Series background & context
The Seraphina books are set in Goredd, a kingdom still living with the aftermath of a long war between humans and dragons. A peace treaty has held for forty years, but it is not comfortable peace. Dragons can take human form and move through society as scholars and officials, usually wearing bells so everyone knows what they are. Suspicion never goes very far underground.
At the center is Seraphina Dombegh, a talented musician at court with a secret that could destroy her life. She is half human and half dragon, something both cultures consider wrong. When a member of the royal family is murdered, Seraphina is pulled into an investigation alongside Prince Lucian Kiggs, and the series quickly becomes about more than solving a crime. It is about what happens when one person embodies the very truce everyone claims to want, but almost nobody is ready to accept.

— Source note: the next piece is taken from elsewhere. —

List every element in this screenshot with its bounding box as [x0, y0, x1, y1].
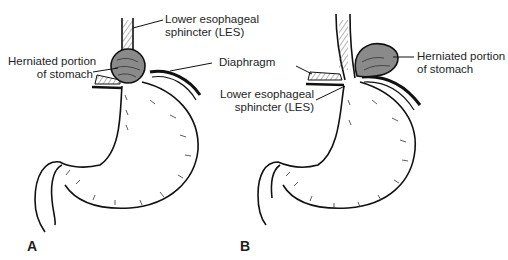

These books work as epic fantasy, but they are just as interested in diplomacy, religion, scholarship, and the daily strain of living between categories. Music matters here, not as decoration, but as part of how Seraphina understands herself and the people around her. So does language. Rachel Hartman likes the friction between logic and emotion, public duty and private fear, doctrine and compassion, and that gives the world a grounded, lived in feel.

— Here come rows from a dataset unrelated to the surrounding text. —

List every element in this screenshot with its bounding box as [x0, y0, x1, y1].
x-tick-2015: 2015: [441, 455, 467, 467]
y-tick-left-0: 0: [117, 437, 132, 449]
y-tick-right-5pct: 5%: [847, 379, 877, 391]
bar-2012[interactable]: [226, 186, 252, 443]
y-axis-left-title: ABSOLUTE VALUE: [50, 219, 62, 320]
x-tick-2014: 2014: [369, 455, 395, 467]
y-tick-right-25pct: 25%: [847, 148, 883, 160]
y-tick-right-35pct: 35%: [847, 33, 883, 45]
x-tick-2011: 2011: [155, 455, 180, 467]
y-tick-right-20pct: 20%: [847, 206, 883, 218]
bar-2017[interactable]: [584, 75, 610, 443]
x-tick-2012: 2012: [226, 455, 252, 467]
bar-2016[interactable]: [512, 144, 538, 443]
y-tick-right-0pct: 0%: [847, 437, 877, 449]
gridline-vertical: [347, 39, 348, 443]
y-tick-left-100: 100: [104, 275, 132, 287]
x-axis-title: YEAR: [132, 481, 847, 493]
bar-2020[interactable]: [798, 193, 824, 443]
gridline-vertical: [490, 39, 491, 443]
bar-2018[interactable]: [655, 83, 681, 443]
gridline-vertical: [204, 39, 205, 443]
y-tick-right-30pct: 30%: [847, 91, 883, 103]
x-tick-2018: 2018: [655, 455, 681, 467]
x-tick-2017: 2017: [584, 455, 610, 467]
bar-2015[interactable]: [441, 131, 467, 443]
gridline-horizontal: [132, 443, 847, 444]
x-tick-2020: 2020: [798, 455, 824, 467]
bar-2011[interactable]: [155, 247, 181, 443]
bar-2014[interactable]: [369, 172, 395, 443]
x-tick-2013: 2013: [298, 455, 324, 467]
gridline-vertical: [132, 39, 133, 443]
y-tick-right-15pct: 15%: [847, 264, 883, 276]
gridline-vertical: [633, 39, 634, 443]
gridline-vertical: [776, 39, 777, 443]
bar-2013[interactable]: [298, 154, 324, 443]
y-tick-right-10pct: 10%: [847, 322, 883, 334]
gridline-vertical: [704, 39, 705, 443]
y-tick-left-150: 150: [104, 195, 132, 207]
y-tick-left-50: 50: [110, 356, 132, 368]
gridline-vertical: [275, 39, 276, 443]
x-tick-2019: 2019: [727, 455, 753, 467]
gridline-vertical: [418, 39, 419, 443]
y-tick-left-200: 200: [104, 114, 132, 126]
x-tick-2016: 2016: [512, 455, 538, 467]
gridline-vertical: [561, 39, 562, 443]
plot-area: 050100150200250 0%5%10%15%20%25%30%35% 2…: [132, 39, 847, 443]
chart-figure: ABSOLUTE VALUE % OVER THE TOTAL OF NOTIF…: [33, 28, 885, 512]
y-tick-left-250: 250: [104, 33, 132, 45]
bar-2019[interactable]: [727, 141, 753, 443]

Then the story gets bigger.
In Shadow Scale, the conflict opens outward. What begins as palace intrigue turns into a wider struggle over alliance, rebellion, and survival, and Seraphina has to leave Goredd to search the Southlands for other half dragons who might help stop a war. That shift gives the duology a broader map and more competing loyalties, but it keeps Seraphina's personal conflict at the center. She is still trying to understand who she is, who she can trust, and what kind of bridge a single person can really be.
One of the pleasures of the series is that the dragons are not simple monsters or noble beasts. They have their own habits, politics, blind spots, and ways of reasoning. Humans are no less complicated. The tension between the two peoples creates real danger, but the books are never only about battle. They are about prejudice, belonging, mixed identity, and the cost of asking anyone to split themselves in two just to make other people comfortable.
The tone sits somewhere between court mystery and coming of age fantasy, with plenty of action once the larger conflict takes hold. If you like secondary worlds that feel carefully built, heroines who think as hard as they fight, and stories where peace is harder than war, Seraphina and Shadow Scale have a lot to offer.